The Virtues of Long-Term Investments
Obviously, the longer your money is invested, the more money you can make. Although long-term investments like real estate, business, or art do well as asset classes and are an important part of your diversified portfolio, individual stocks and mutual funds that hold dozens — or even hundreds — of individual stocks can also be very rewarding long-term investments. Stocks are riskier than bonds, but stocks should also return more in the long run.
Stocks and Mutual Funds
The concept and use of stock indexes is very important when considering investments. Each index is a single number that increases or declines based on the movement of stocks in the index. Essentially, an index is the value of a portfolio of the stocks that are held in that index.
The Standard & Poor's 500 (“S&P 500”), the most widely followed stock index, consists of 500 of America's largest companies. The Dow Jones Industrials Average, sometimes referred to as “the Dow,” is made up of 30 very large companies, all of which are also tracked by the S&P 500.
The NASDAQ market index tracks more than 3,100 stocks that trade on the NASDAQ stock market and is more volatile than either the Dow or the S&P 500.
Common Stock
A share of common stock is an ownership interest in a company. If you start a vintage clothing store with two friends as equal partners, you have in effect created three “shares” of stock in the store. The same ownership structure applies to publicly traded companies like IBM, Wal-Mart, or McDonald's. In the case of McDonald's, for example, if you own 100 shares of the company (at a current cost of about $4,000), you would own a 0.000008 percent ownership interest in the company and have 950,000 partners.
Ownership of common stock entitles you to possible gains from two different sources: dividends and appreciation in stock value. Dividends are paid quarterly or annually. Dividends are not guaranteed, and company management can decrease or increase them at any time. Companies typically pay dividends out of earnings. If the company's earnings increase substantially, the company will probably increase its dividend payment.
Alert
High-turnover mutual funds often increase your tax bill faster than your returns. Save them for tax-free retirement accounts, like IRAs, where rapid turnover won't result in taxes on realized stock gains.
Dividends are subject to federal and state taxes. The federal tax rate on most dividends is currently 15 percent, but this rate is likely to increase in the future — the Jobs and Growth Tax Relief Reconciliation Act of 2003, which provided tax relief on dividends, is set to expire on January 1, 2009. Also, long-term stock gains are generally taxable at 15 percent at the federal level, while short-term gains (under one year) may be taxed at your ordinary income tax rate, potentially as high as 35 percent, but these rates may also change after 2010.
You might consider reinvesting your dividends back into the stock that paid them by using a company's dividend reinvestment program (“DRIP”), a low-cost way to accumulate more of the company's shares. More information about DRIP plans is presented on page 166.
Common stocks are risky. They are not insured by any government agency, and they can rapidly decline in value. In an extreme case, you could lose your entire investment. However, from 1926 to 2002, a diversified portfolio of large-cap common stocks returned 12 percent per year, or 6 percent more per year than long-term treasury bonds, and they and other categories of stock will likely continue to outperform less-risky bonds and cash over the long run.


Goal of the exercise
Check every line below, and copy those that include "button".

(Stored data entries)

/---

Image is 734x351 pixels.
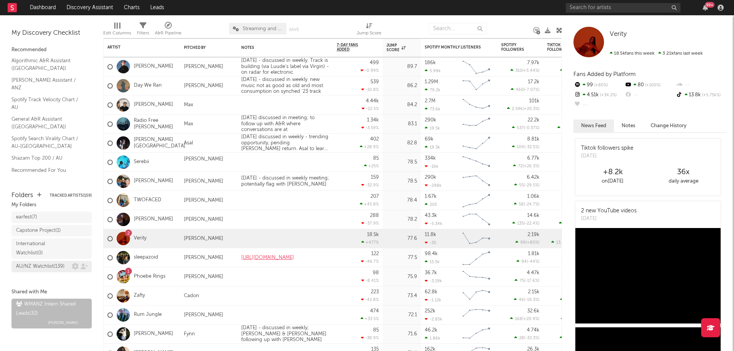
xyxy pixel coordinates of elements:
[577,177,648,186] div: on [DATE]
[237,176,333,187] div: [DATE] - discussed in weekly meeting; potentially flag with [PERSON_NAME]
[599,93,617,98] span: +34.2 %
[676,90,727,100] div: 13.8k
[11,225,92,237] a: Capstone Project(1)
[581,207,637,215] div: 2 new YouTube videos
[11,212,92,223] a: earfest(7)
[371,194,379,199] div: 207
[519,337,524,341] span: 28
[243,26,283,31] span: Streaming and Audience Overview (copy)
[361,125,379,130] div: -3.59 %
[459,191,494,210] svg: Chart title
[425,202,437,207] div: 205
[703,5,708,11] button: 99+
[459,57,494,76] svg: Chart title
[237,134,333,152] div: [DATE] discussed in weekly - trending opportunity, pending [PERSON_NAME] return. Asal to learn mo...
[357,29,382,38] div: Jump Score
[425,252,438,257] div: 98.4k
[425,298,441,303] div: -1.12k
[180,83,227,89] div: [PERSON_NAME]
[371,252,379,257] div: 122
[524,69,538,73] span: +5.44 %
[387,62,417,72] div: 89.7
[357,19,382,41] div: Jump Score
[507,106,540,111] div: ( )
[11,29,92,38] div: My Discovery Checklist
[525,184,538,188] span: -29.5 %
[425,328,438,333] div: 46.2k
[510,317,540,322] div: ( )
[519,298,524,303] span: 46
[134,312,162,319] a: Rum Jungle
[425,260,440,265] div: 15.5k
[360,145,379,150] div: +28.9 %
[581,215,637,223] div: [DATE]
[574,80,625,90] div: 99
[237,115,333,133] div: [DATE] discussed in meeting; to follow up with A&R where conversations are at
[625,90,675,100] div: --
[134,293,145,299] a: Zafty
[48,319,78,328] span: [PERSON_NAME]
[11,299,92,329] a: WMANZ Intern Shared Leads(32)[PERSON_NAME]
[525,298,538,303] span: -19.3 %
[527,271,540,276] div: 4.47k
[527,194,540,199] div: 1.06k
[515,317,522,322] span: 168
[574,120,614,132] button: News Feed
[515,278,540,283] div: ( )
[11,46,92,55] div: Recommended
[516,88,524,92] span: 460
[361,68,379,73] div: -0.99 %
[370,60,379,65] div: 499
[425,213,437,218] div: 43.3k
[134,178,173,185] a: [PERSON_NAME]
[513,164,540,169] div: ( )
[425,271,437,276] div: 36.7k
[459,287,494,306] svg: Chart title
[103,29,131,38] div: Edit Columns
[547,76,586,95] div: 0
[134,216,173,223] a: [PERSON_NAME]
[11,288,92,297] div: Shared with Me
[547,96,586,114] div: 0
[134,236,146,242] a: Verity
[425,233,436,237] div: 11.8k
[425,68,441,73] div: 5.99k
[551,240,586,245] div: ( )
[16,262,65,272] div: AU/NZ Watchlist ( 139 )
[525,203,538,207] span: -24.7 %
[180,102,197,108] div: Max
[134,274,166,280] a: Phoebe Rings
[517,126,524,130] span: 537
[519,203,524,207] span: 58
[459,96,494,115] svg: Chart title
[237,325,333,343] div: [DATE] - discussed in weekly; [PERSON_NAME] & [PERSON_NAME] following up with [PERSON_NAME]
[370,213,379,218] div: 288
[16,213,37,222] div: earfest ( 7 )
[11,191,33,200] div: Folders
[237,77,333,95] div: [DATE] - discussed in weekly. new music not as good as old and most consumption on synched '23 track
[581,145,634,153] div: Tiktok followers spike
[676,80,727,90] div: --
[527,156,540,161] div: 6.77k
[512,145,540,150] div: ( )
[134,255,158,261] a: sleepazoid
[425,164,439,169] div: -16k
[180,198,227,204] div: [PERSON_NAME]
[581,153,634,160] div: [DATE]
[610,31,627,37] span: Verity
[514,183,540,188] div: ( )
[528,252,540,257] div: 1.81k
[11,239,92,259] a: International Watchlist(0)
[512,107,523,111] span: 2.59k
[155,29,182,38] div: A&R Pipeline
[180,312,227,319] div: [PERSON_NAME]
[501,43,528,52] div: Spotify Followers
[459,229,494,249] svg: Chart title
[705,2,715,8] div: 99 +
[527,137,540,142] div: 8.81k
[527,328,540,333] div: 4.74k
[366,99,379,104] div: 4.44k
[614,120,643,132] button: Notes
[425,279,442,284] div: -3.19k
[361,259,379,264] div: -46.7 %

\---

Solution
[703,5,708,11] button: 99+
[574,120,614,132] button: News Feed
[614,120,643,132] button: Notes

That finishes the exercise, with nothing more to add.